The highest-performing sales reps don't wait for production to dip before seeking improvement. They consistently invest in skill-building by attending optional workshops, viewing it as a compounding investment in their success rather than a remedial action when they are already succeeding.

A startup's initial salesperson should prioritize mirroring the founder's successful sales approach. Their job is to deconstruct the founder's "hook" through observation and trial-and-error, not to immediately implement formal sales processes, metrics, or a CRM. Success comes from successful knowledge transfer, not premature system building.

When making your first sales hires, never hire just one person. Hire two. This instantly creates healthy competition and camaraderie. More importantly, it provides a crucial benchmark. If one succeeds and the other fails, you know the problem is the rep. If both fail, the problem is likely your product or market.

Viewing quota as a lagging indicator, Figma's CRO warns that managing to the number creates "lazy leadership." Performance management should instead center on a detailed framework of inputs: behaviors (e.g., collaboration) and competencies (e.g., discovery skills), giving a real-time view of a rep's effectiveness.

Newcomers to sales often fail when they fixate on immediate outcomes. The key is to embrace the learning process—making dials, fumbling through conversations, and learning from mistakes. Competence and results are byproducts of consistent effort over time.

Don't fire reps based only on a missed ramp quota. Instead, observe if they make consistent, incremental improvements in skill and knowledge during calls and role-plays. If progress is visible, they're worth keeping, even if it takes over a year to close their first deal.

A common behavioral pattern emerges when sales reps struggle: they begin to use their time inefficiently. In contrast, highly proactive and successful salespeople are notoriously 'stingy' and disciplined with how they allocate their time. This suggests that rigorous time management is a driver of success, not just an outcome.
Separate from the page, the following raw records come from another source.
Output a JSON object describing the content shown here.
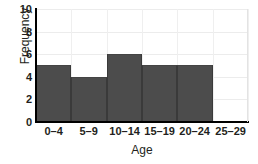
{
  "chart_data": {
    "type": "bar",
    "title": "",
    "xlabel": "Age",
    "ylabel": "Frequency",
    "categories": [
      "0–4",
      "5–9",
      "10–14",
      "15–19",
      "20–24",
      "25–29"
    ],
    "values": [
      5,
      4,
      6,
      5,
      5,
      0
    ],
    "ylim": [
      0,
      10
    ],
    "yticks": [
      0,
      2,
      4,
      6,
      8,
      10
    ],
    "ytick_labels": [
      "0",
      "2",
      "4",
      "6",
      "8",
      "10"
    ],
    "grid": true,
    "legend": "none",
    "bar_color": "#4c4c4c",
    "axis_color": "#000000",
    "grid_color": "#ececec",
    "text_color": "#231f20"
  }
}
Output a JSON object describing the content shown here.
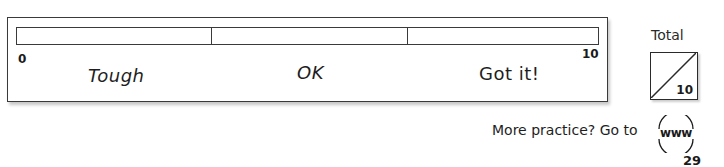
{
  "self_assessment": {
    "scale": {
      "min_label": "0",
      "max_label": "10",
      "ratings": [
        "Tough",
        "OK",
        "Got it!"
      ]
    },
    "total": {
      "label": "Total",
      "score": "",
      "max": "10"
    }
  },
  "footer": {
    "practice_text": "More practice?  Go to",
    "www_icon_text": "www",
    "page_number": "29"
  }
}
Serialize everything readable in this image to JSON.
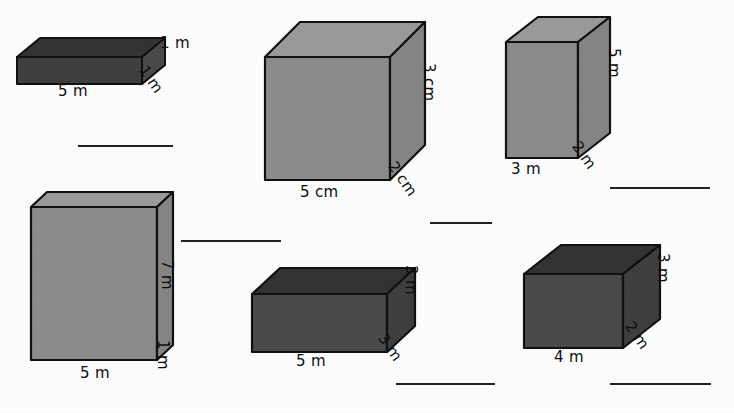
{
  "worksheet": {
    "background_color": "#fdfdfd",
    "line_color": "#222222",
    "dark_fill": "#3f3f3f",
    "dark_top_fill": "#333333",
    "dark_side_fill": "#4a4a4a",
    "light_fill": "#8c8c8c",
    "light_top_fill": "#9a9a9a",
    "light_side_fill": "#858585",
    "stroke_color": "#111111"
  },
  "shapes": [
    {
      "id": "cuboid-1",
      "shade": "dark",
      "labels": {
        "width": "5 m",
        "height": "1 m",
        "depth": "1 m"
      }
    },
    {
      "id": "cuboid-2",
      "shade": "light",
      "labels": {
        "width": "5 cm",
        "height": "3 cm",
        "depth": "2 cm"
      }
    },
    {
      "id": "cuboid-3",
      "shade": "light",
      "labels": {
        "width": "3 m",
        "height": "5 m",
        "depth": "2 m"
      }
    },
    {
      "id": "cuboid-4",
      "shade": "light",
      "labels": {
        "width": "5 m",
        "height": "7 m",
        "depth": "1 m"
      }
    },
    {
      "id": "cuboid-5",
      "shade": "dark",
      "labels": {
        "width": "5 m",
        "height": "3 m",
        "depth": "3 m"
      }
    },
    {
      "id": "cuboid-6",
      "shade": "dark",
      "labels": {
        "width": "4 m",
        "height": "3 m",
        "depth": "2 m"
      }
    }
  ],
  "answer_lines": [
    {
      "id": "answer-line-1"
    },
    {
      "id": "answer-line-2"
    },
    {
      "id": "answer-line-3"
    },
    {
      "id": "answer-line-4"
    },
    {
      "id": "answer-line-5"
    },
    {
      "id": "answer-line-6"
    }
  ]
}
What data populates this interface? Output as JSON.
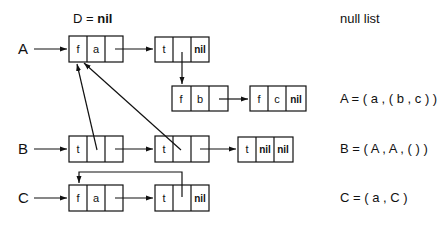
{
  "header": {
    "d_label": "D = ",
    "d_value": "nil",
    "null_list_label": "null list"
  },
  "rows": {
    "A": {
      "name": "A",
      "expression": "A = ( a , ( b , c ) )",
      "nodes": [
        {
          "tag": "f",
          "data": "a",
          "link": ""
        },
        {
          "tag": "t",
          "data": "",
          "link": "nil"
        },
        {
          "tag": "f",
          "data": "b",
          "link": ""
        },
        {
          "tag": "f",
          "data": "c",
          "link": "nil"
        }
      ]
    },
    "B": {
      "name": "B",
      "expression": "B = ( A , A , (  ) )",
      "nodes": [
        {
          "tag": "t",
          "data": "",
          "link": ""
        },
        {
          "tag": "t",
          "data": "",
          "link": ""
        },
        {
          "tag": "t",
          "data": "nil",
          "link": "nil"
        }
      ]
    },
    "C": {
      "name": "C",
      "expression": "C = ( a , C )",
      "nodes": [
        {
          "tag": "f",
          "data": "a",
          "link": ""
        },
        {
          "tag": "t",
          "data": "",
          "link": "nil"
        }
      ]
    }
  },
  "colors": {
    "stroke": "#111111",
    "background": "#ffffff"
  }
}
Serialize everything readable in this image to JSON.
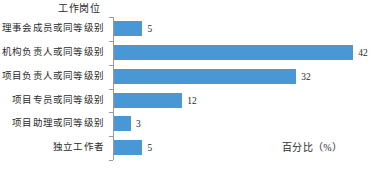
{
  "chart_data": {
    "type": "bar",
    "orientation": "horizontal",
    "title": "",
    "ylabel": "工作岗位",
    "xlabel": "百分比（%）",
    "categories": [
      "理事会成员或同等级别",
      "机构负责人或同等级别",
      "项目负责人或同等级别",
      "项目专员或同等级别",
      "项目助理或同等级别",
      "独立工作者"
    ],
    "values": [
      5,
      42,
      32,
      12,
      3,
      5
    ],
    "value_labels": [
      "5",
      "42",
      "32",
      "12",
      "3",
      "5"
    ],
    "xlim": [
      0,
      46
    ],
    "grid": false,
    "legend": null,
    "bar_color": "#4A97D6",
    "axis_color": "#9a9a9a",
    "text_color": "#2b2b2b",
    "background": "#ffffff"
  }
}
In many sales organizations, the performance bar is surprisingly low. Reps can stand out and become top performers simply by consistently showing up and executing the minimum required activities, as many of their peers fail to do even that.

Traditional onboarding takes months to reveal a new hire's effectiveness. By requiring recruits to teach back core concepts from day one, managers can assess their competence, coachability, and work ethic in as little as three weeks, dramatically reducing the time and cost of a bad hire.